Usually made of Forest stone with the top few feet built up of brick, with a single pitched roof of corrugated iron, or pan-tiles, these are old pig sties. When these little garden structures were no longer needed for their original purpose, rather than knock them down, many Foresters simply converted them to another use. With a few second-hand bricks or maybe some concrete blocks the rooflines were raised, a door was put on and people had a garden shed, workshop or summer-house.
Most Foresters, by nature, know all about 'regeneration.' Foresters know that 'regeneration' means adapting and re-using what's already there, unlike some of the bodies operating locally who seem to think that 'regeneration' means 'out with the old and in with the new.'
The South West Regional Development Agency – surely the quintessential QUANGO if ever there was one – based in some remote office, have decided that rather than re-use the pit-head baths building at Princess Royal, they'll just bulldoze it into the ground, to replace it with some anonymous industrial estate.
The RDA with planning permission from our beloved District Council seem to think that more industrial estates are needed to provide much wanted jobs in the Forest.
Unemployment here is around 1,000 and natural population growth is close to zero. Surely those 1,000 or so jobs could be created at Vantage Point or the former SCA site?
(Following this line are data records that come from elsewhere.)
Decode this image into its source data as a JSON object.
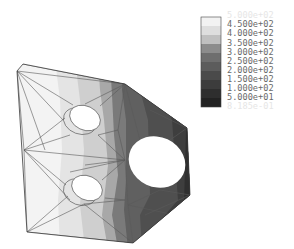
{
  "figure": {
    "type": "finite-element contour plot"
  },
  "legend": {
    "levels": [
      {
        "label": "5.000e+02",
        "color": "#ffffff",
        "faint": true
      },
      {
        "label": "4.500e+02",
        "color": "#f2f2f2"
      },
      {
        "label": "4.000e+02",
        "color": "#dedede"
      },
      {
        "label": "3.500e+02",
        "color": "#c0c0c0"
      },
      {
        "label": "3.000e+02",
        "color": "#8c8c8c"
      },
      {
        "label": "2.500e+02",
        "color": "#6e6e6e"
      },
      {
        "label": "2.000e+02",
        "color": "#5c5c5c"
      },
      {
        "label": "1.500e+02",
        "color": "#4a4a4a"
      },
      {
        "label": "1.000e+02",
        "color": "#3c3c3c"
      },
      {
        "label": "5.000e+01",
        "color": "#2e2e2e"
      },
      {
        "label": "8.185e-01",
        "color": "#222222",
        "faint": true
      }
    ]
  },
  "colors": {
    "background": "#ffffff",
    "mesh_line": "#5a5a5a",
    "hole_fill": "#ffffff"
  }
}
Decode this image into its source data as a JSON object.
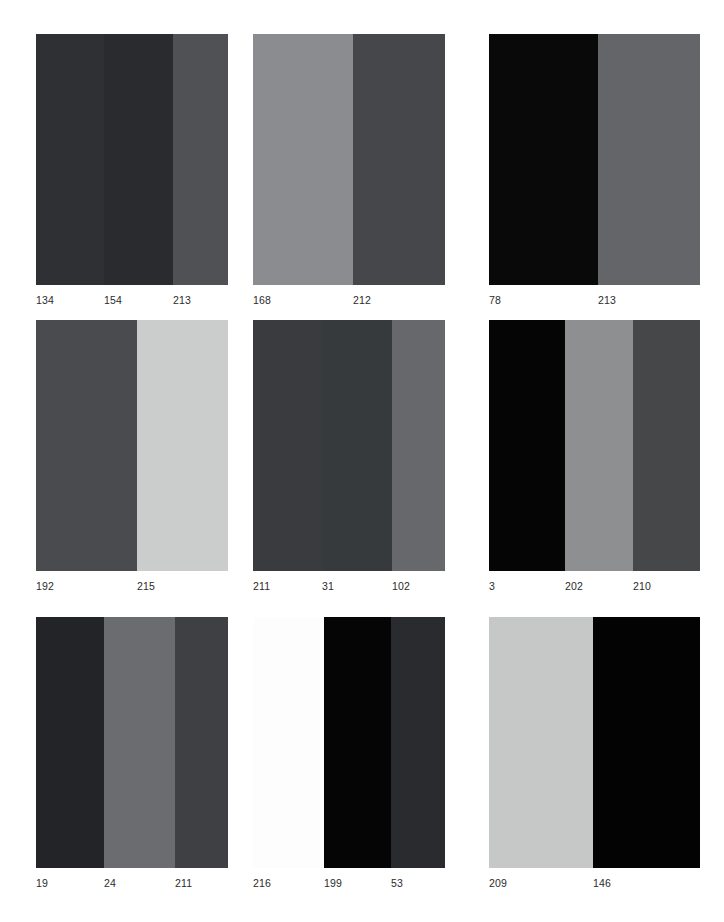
{
  "page": {
    "background": "#ffffff",
    "width": 724,
    "height": 922,
    "label_color": "#2b2b2b"
  },
  "grid": {
    "rows": 3,
    "columns": 3,
    "panel_left": [
      36,
      253,
      489
    ],
    "panel_top": [
      34,
      320,
      617
    ],
    "panel_width": 192,
    "panel_height": [
      251,
      251,
      251
    ],
    "label_offset": 8
  },
  "panels": [
    {
      "id": "panel-1",
      "row": 1,
      "col": 1,
      "left": 36,
      "top": 34,
      "width": 192,
      "height": 251,
      "bands": [
        {
          "label": "134",
          "color": "#2f3034",
          "width": 68,
          "label_x": 0
        },
        {
          "label": "154",
          "color": "#2a2b2f",
          "width": 69,
          "label_x": 68
        },
        {
          "label": "213",
          "color": "#4f5155",
          "width": 55,
          "label_x": 137
        }
      ]
    },
    {
      "id": "panel-2",
      "row": 1,
      "col": 2,
      "left": 253,
      "top": 34,
      "width": 192,
      "height": 251,
      "bands": [
        {
          "label": "168",
          "color": "#8a8c8f",
          "width": 100,
          "label_x": 0
        },
        {
          "label": "212",
          "color": "#45474b",
          "width": 92,
          "label_x": 100
        }
      ]
    },
    {
      "id": "panel-3",
      "row": 1,
      "col": 3,
      "left": 489,
      "top": 34,
      "width": 211,
      "height": 251,
      "bands": [
        {
          "label": "78",
          "color": "#09090a",
          "width": 109,
          "label_x": 0
        },
        {
          "label": "213",
          "color": "#636568",
          "width": 102,
          "label_x": 109
        }
      ]
    },
    {
      "id": "panel-4",
      "row": 2,
      "col": 1,
      "left": 36,
      "top": 320,
      "width": 192,
      "height": 251,
      "bands": [
        {
          "label": "192",
          "color": "#4a4b4f",
          "width": 101,
          "label_x": 0
        },
        {
          "label": "215",
          "color": "#cbcdcd",
          "width": 91,
          "label_x": 101
        }
      ]
    },
    {
      "id": "panel-5",
      "row": 2,
      "col": 2,
      "left": 253,
      "top": 320,
      "width": 192,
      "height": 251,
      "bands": [
        {
          "label": "211",
          "color": "#3a3b3f",
          "width": 69,
          "label_x": 0
        },
        {
          "label": "31",
          "color": "#373a3d",
          "width": 70,
          "label_x": 69
        },
        {
          "label": "102",
          "color": "#66686b",
          "width": 53,
          "label_x": 139
        }
      ]
    },
    {
      "id": "panel-6",
      "row": 2,
      "col": 3,
      "left": 489,
      "top": 320,
      "width": 211,
      "height": 251,
      "bands": [
        {
          "label": "3",
          "color": "#050506",
          "width": 76,
          "label_x": 0
        },
        {
          "label": "202",
          "color": "#8d8f90",
          "width": 68,
          "label_x": 76
        },
        {
          "label": "210",
          "color": "#464749",
          "width": 67,
          "label_x": 144
        }
      ]
    },
    {
      "id": "panel-7",
      "row": 3,
      "col": 1,
      "left": 36,
      "top": 617,
      "width": 192,
      "height": 251,
      "bands": [
        {
          "label": "19",
          "color": "#232427",
          "width": 68,
          "label_x": 0
        },
        {
          "label": "24",
          "color": "#6a6c6f",
          "width": 71,
          "label_x": 68
        },
        {
          "label": "211",
          "color": "#3e4043",
          "width": 53,
          "label_x": 139
        }
      ]
    },
    {
      "id": "panel-8",
      "row": 3,
      "col": 2,
      "left": 253,
      "top": 617,
      "width": 192,
      "height": 251,
      "bands": [
        {
          "label": "216",
          "color": "#fdfdfd",
          "width": 71,
          "label_x": 0
        },
        {
          "label": "199",
          "color": "#050506",
          "width": 67,
          "label_x": 71
        },
        {
          "label": "53",
          "color": "#2a2b2e",
          "width": 54,
          "label_x": 138
        }
      ]
    },
    {
      "id": "panel-9",
      "row": 3,
      "col": 3,
      "left": 489,
      "top": 617,
      "width": 211,
      "height": 251,
      "bands": [
        {
          "label": "209",
          "color": "#c6c8c8",
          "width": 104,
          "label_x": 0
        },
        {
          "label": "146",
          "color": "#030304",
          "width": 107,
          "label_x": 104
        }
      ]
    }
  ]
}
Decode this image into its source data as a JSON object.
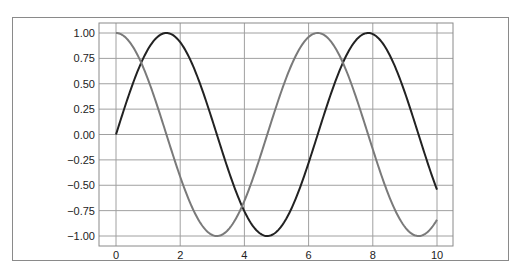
{
  "chart_data": {
    "type": "line",
    "title": "",
    "xlabel": "",
    "ylabel": "",
    "xlim": [
      -0.5,
      10.5
    ],
    "ylim": [
      -1.1,
      1.1
    ],
    "grid": true,
    "legend": null,
    "x_ticks": [
      0,
      2,
      4,
      6,
      8,
      10
    ],
    "x_tick_labels": [
      "0",
      "2",
      "4",
      "6",
      "8",
      "10"
    ],
    "y_ticks": [
      1.0,
      0.75,
      0.5,
      0.25,
      0.0,
      -0.25,
      -0.5,
      -0.75,
      -1.0
    ],
    "y_tick_labels": [
      "1.00",
      "0.75",
      "0.50",
      "0.25",
      "0.00",
      "−0.25",
      "−0.50",
      "−0.75",
      "−1.00"
    ],
    "series": [
      {
        "name": "sin(x)",
        "function": "sin",
        "x_range": [
          0,
          10
        ],
        "color": "#222222",
        "x": [
          0,
          1,
          1.5708,
          2,
          3,
          4,
          4.7124,
          5,
          6,
          7,
          7.854,
          8,
          9,
          10
        ],
        "values": [
          0.0,
          0.84,
          1.0,
          0.91,
          0.14,
          -0.76,
          -1.0,
          -0.96,
          -0.28,
          0.66,
          1.0,
          0.99,
          0.41,
          -0.54
        ]
      },
      {
        "name": "cos(x)",
        "function": "cos",
        "x_range": [
          0,
          10
        ],
        "color": "#7a7a7a",
        "x": [
          0,
          1,
          2,
          3,
          3.1416,
          4,
          5,
          6,
          6.2832,
          7,
          8,
          9,
          9.4248,
          10
        ],
        "values": [
          1.0,
          0.54,
          -0.42,
          -0.99,
          -1.0,
          -0.65,
          0.28,
          0.96,
          1.0,
          0.75,
          -0.15,
          -0.91,
          -1.0,
          -0.84
        ]
      }
    ]
  },
  "colors": {
    "grid": "#a0a0a0",
    "axes_frame": "#8a8a8a",
    "figure_frame": "#8a8a8a"
  }
}
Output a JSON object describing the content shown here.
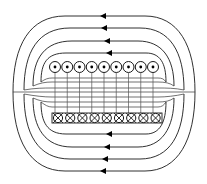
{
  "diagram": {
    "colors": {
      "line": "#1a1a1a",
      "background": "#ffffff"
    },
    "top_conductors": {
      "count": 9,
      "symbol": "dot",
      "meaning": "current out of page"
    },
    "bottom_conductors": {
      "count": 9,
      "symbol": "cross",
      "meaning": "current into page"
    },
    "outer_loops_top": 4,
    "outer_loops_bottom": 4,
    "arrow_direction": "left",
    "interior_field_lines": 7
  }
}
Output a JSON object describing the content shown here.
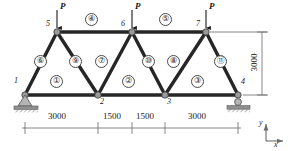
{
  "figure": {
    "colors": {
      "member": "#262626",
      "joint": "#8c8c8c",
      "joint_stroke": "#3a3a3a",
      "dimension": "#6b6b6b",
      "support": "#8c8c8c",
      "text": "#1a1a1a",
      "background": "#ffffff"
    }
  },
  "nodes": [
    {
      "id": "1",
      "label": "1",
      "x": 25,
      "y": 95,
      "label_x": 14,
      "label_y": 80
    },
    {
      "id": "2",
      "label": "2",
      "x": 98,
      "y": 95,
      "label_x": 100,
      "label_y": 99
    },
    {
      "id": "3",
      "label": "3",
      "x": 165,
      "y": 95,
      "label_x": 167,
      "label_y": 99
    },
    {
      "id": "4",
      "label": "4",
      "x": 238,
      "y": 95,
      "label_x": 240,
      "label_y": 80
    },
    {
      "id": "5",
      "label": "5",
      "x": 57,
      "y": 32,
      "label_x": 46,
      "label_y": 22
    },
    {
      "id": "6",
      "label": "6",
      "x": 132,
      "y": 32,
      "label_x": 121,
      "label_y": 22
    },
    {
      "id": "7",
      "label": "7",
      "x": 206,
      "y": 32,
      "label_x": 196,
      "label_y": 22
    }
  ],
  "members": [
    {
      "id": "1",
      "label": "①",
      "from": "1",
      "to": "2",
      "label_x": 55,
      "label_y": 80
    },
    {
      "id": "2",
      "label": "②",
      "from": "2",
      "to": "3",
      "label_x": 127,
      "label_y": 80
    },
    {
      "id": "3",
      "label": "③",
      "from": "3",
      "to": "4",
      "label_x": 196,
      "label_y": 80
    },
    {
      "id": "4",
      "label": "④",
      "from": "5",
      "to": "6",
      "label_x": 90,
      "label_y": 18
    },
    {
      "id": "5",
      "label": "⑤",
      "from": "6",
      "to": "7",
      "label_x": 164,
      "label_y": 18
    },
    {
      "id": "6",
      "label": "⑥",
      "from": "1",
      "to": "5",
      "label_x": 39,
      "label_y": 59
    },
    {
      "id": "7",
      "label": "⑦",
      "from": "2",
      "to": "6",
      "label_x": 100,
      "label_y": 59
    },
    {
      "id": "8",
      "label": "⑧",
      "from": "3",
      "to": "7",
      "label_x": 172,
      "label_y": 59
    },
    {
      "id": "9",
      "label": "⑨",
      "from": "5",
      "to": "2",
      "label_x": 74,
      "label_y": 59
    },
    {
      "id": "10",
      "label": "⑩",
      "from": "6",
      "to": "3",
      "label_x": 147,
      "label_y": 59
    },
    {
      "id": "11",
      "label": "⑪",
      "from": "7",
      "to": "4",
      "label_x": 219,
      "label_y": 59
    }
  ],
  "loads": [
    {
      "id": "P5",
      "label": "P",
      "at_node": "5",
      "direction": "down",
      "x": 57,
      "y_top": 10,
      "y_bottom": 30,
      "label_x": 60,
      "label_y": 4
    },
    {
      "id": "P6",
      "label": "P",
      "at_node": "6",
      "direction": "down",
      "x": 132,
      "y_top": 10,
      "y_bottom": 30,
      "label_x": 135,
      "label_y": 4
    },
    {
      "id": "P7",
      "label": "P",
      "at_node": "7",
      "direction": "down",
      "x": 206,
      "y_top": 10,
      "y_bottom": 30,
      "label_x": 209,
      "label_y": 4
    }
  ],
  "supports": [
    {
      "id": "support-1",
      "type": "pin",
      "at_node": "1",
      "x": 25,
      "y": 95
    },
    {
      "id": "support-4",
      "type": "roller",
      "at_node": "4",
      "x": 238,
      "y": 95
    }
  ],
  "dimensions": {
    "horizontal": {
      "y": 128,
      "ticks": [
        25,
        98,
        132,
        165,
        238
      ],
      "segments": [
        {
          "label": "3000",
          "x1": 25,
          "x2": 98,
          "label_x": 61.5,
          "label_y": 116
        },
        {
          "label": "1500",
          "x1": 98,
          "x2": 132,
          "label_x": 115,
          "label_y": 116
        },
        {
          "label": "1500",
          "x1": 132,
          "x2": 165,
          "label_x": 148.5,
          "label_y": 116
        },
        {
          "label": "3000",
          "x1": 165,
          "x2": 238,
          "label_x": 201.5,
          "label_y": 116
        }
      ]
    },
    "vertical": {
      "label": "3000",
      "x": 262,
      "y_top": 32,
      "y_bottom": 95,
      "label_x": 255,
      "label_y": 55
    }
  },
  "axis_indicator": {
    "x_label": "x",
    "y_label": "y",
    "origin_x": 268,
    "origin_y": 140,
    "x_label_pos": {
      "x": 278,
      "y": 140
    },
    "y_label_pos": {
      "x": 262,
      "y": 120
    }
  }
}
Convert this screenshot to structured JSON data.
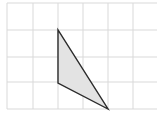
{
  "diagram": {
    "type": "grid-with-triangle",
    "grid": {
      "x_lines": [
        7,
        33,
        58,
        83,
        108,
        133
      ],
      "y_lines": [
        3,
        30,
        57,
        82,
        109
      ],
      "x_min": 7,
      "x_max": 157,
      "y_min": 3,
      "y_max": 109,
      "line_color": "#d9d9d9",
      "columns": 6,
      "rows": 4
    },
    "triangle": {
      "vertices": [
        {
          "label": "top",
          "x": 58,
          "y": 30
        },
        {
          "label": "bottom-left",
          "x": 58,
          "y": 83
        },
        {
          "label": "bottom-right",
          "x": 108,
          "y": 109
        }
      ],
      "grid_vertices": [
        {
          "col": 2,
          "row": 1
        },
        {
          "col": 2,
          "row": 3
        },
        {
          "col": 4,
          "row": 4
        }
      ],
      "fill": "#e3e3e3",
      "stroke": "#2b2b2b",
      "stroke_width": 1.4
    }
  }
}
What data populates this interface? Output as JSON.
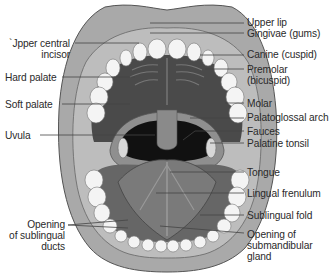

If the RDA are dead set on building industrial units at the site, why not build them around the old building? Refurbished, it would be a fitting centrepiece to the site – officers of The Royal Forest of Dean Business Centre perhaps?
The latest edition of Pevsner – the 'bible' of important British buildings – lists Princess Royal. If the people who put together this guide can see the importance of the building why can't FODDC, SWRDA or our local MP?
This building is a physical embodiment of our Forest cultural heritage, of which all Foresters – both in-comers and those born and bred, should all be rightly proud. A statue or plaque is not enough – this building must be saved. – Jason Griffiths, The Cottage, The Bourts, Lydbrook.